The conceit for 1/0 is that Tailsteak creates a webcomic… and the characters therein can interact with him, and philosophize about the nature of being in a comic in the first place. And at one point they even get so fed up with what he’s doing that they go on strike for several pages. Overall, the comic has a very dear place in my heart, and I can recommend giving it a shot.
Also, you could look up 9 Chickweed Lane, Two Lumps, or Erfworld.
Also, ignore everything I just said and look up “Yotsuba to!” It is the most appealing slice-of-life tale I have ever read, a charming look at the life of a young girl whose thought process is a little different.
Sample: http://www.mangareader.net/132-6688-18/yotsubato/chapter-7.html
Also: http://www.mangareader.net/132-6687-26/yotsubato/chapter-6.html
And here: http://www.mangareader.net/132-6690-6/yotsubato/chapter-9.html
Dang, that’s a lot of suggestions. I’ll have to check them out. Thanks!
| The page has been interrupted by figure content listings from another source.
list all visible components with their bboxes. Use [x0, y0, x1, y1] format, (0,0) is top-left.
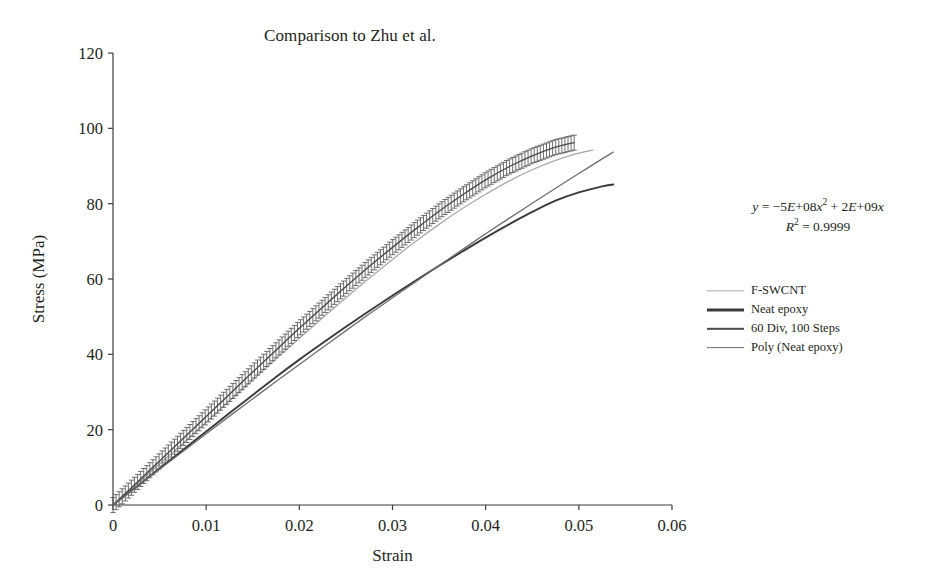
- equation-line-1: y = −5E+08x2 + 2E+09x: [718, 196, 918, 216]
- x-axis-tick-label: 0.05: [564, 516, 593, 535]
- chart-figure: Comparison to Zhu et al. 020406080100120…: [0, 0, 939, 583]
- legend-item[interactable]: Neat epoxy: [707, 300, 917, 319]
- error-bars-group: [110, 135, 576, 512]
- series-group: [110, 135, 613, 512]
- legend-item[interactable]: 60 Div, 100 Steps: [707, 319, 917, 338]
- series-neat-epoxy: [113, 184, 613, 505]
- series-60-div-100-steps: [110, 135, 576, 512]
- x-axis-tick-label: 0.03: [378, 516, 407, 535]
- x-axis-tick-label: 0.06: [658, 516, 687, 535]
- legend-item[interactable]: F-SWCNT: [707, 281, 917, 300]
- x-axis-tick-label: 0.01: [192, 516, 221, 535]
- y-axis-tick-label: 100: [78, 119, 103, 138]
- legend-item-label: F-SWCNT: [751, 283, 806, 298]
- legend-item-label: 60 Div, 100 Steps: [751, 321, 840, 336]
- y-axis-tick-label: 20: [87, 421, 104, 440]
- series-f-swcnt: [113, 150, 593, 505]
- x-axis-title: Strain: [372, 546, 413, 565]
- legend-item[interactable]: Poly (Neat epoxy): [707, 338, 917, 357]
- y-axis-tick-label: 60: [87, 270, 104, 289]
- y-axis-tick-label: 80: [87, 195, 104, 214]
- legend-item-label: Neat epoxy: [751, 302, 808, 317]
- y-axis-tick-label: 120: [78, 44, 103, 63]
- equation-line-2: R2 = 0.9999: [718, 216, 918, 236]
- y-axis-tick-label: 0: [95, 496, 103, 515]
- x-axis-tick-label: 0.02: [285, 516, 314, 535]
- y-axis-title: Stress (MPa): [29, 235, 48, 323]
- x-axis-tick-label: 0: [109, 516, 117, 535]
- series-line: [113, 152, 613, 505]
- trendline-equation-annotation: y = −5E+08x2 + 2E+09x R2 = 0.9999: [718, 196, 918, 236]
- series-poly-neat-epoxy: [113, 152, 613, 505]
- chart-legend: F-SWCNTNeat epoxy60 Div, 100 StepsPoly (…: [707, 281, 917, 357]
- y-axis-tick-label: 40: [87, 345, 104, 364]
- x-axis-tick-label: 0.04: [471, 516, 500, 535]
- legend-item-label: Poly (Neat epoxy): [751, 340, 843, 355]
- series-line: [113, 184, 613, 505]
- series-line: [113, 150, 593, 505]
The hard thing, though, is that I have an annoying habit of starting and never finishing something. (Case in point– I started PS238 and Lackadaisy and even though I love both of them I haven’t read very far into them.) But I’ll try to change that. Just gotta find the time for readin’.
And I love Yostuba so dearly but I experience all my print books via the library and my mom hasn’t gone for a family library trip in so long ORZ
But if I can find time after my homework is done each day, I’ll (re)try some of the webcomics you suggested. Thanks again.
BTW, 1/0 is my favorite webcomic of all time. Glad to find another fan!
Cool beans, dude. Thanks for all the suggestions from us lurkers who read but rarely comment. I already like El Goonish Shive and Leftover Soup (and Selkie!), so clearly we have tastes in common. I’m gonna check out the others!
More “on topic,” love the pictograph swearing. Love it. Great strip, thank you for doing it! (Feeling like a jerk… first time posting and I go off on smoking.)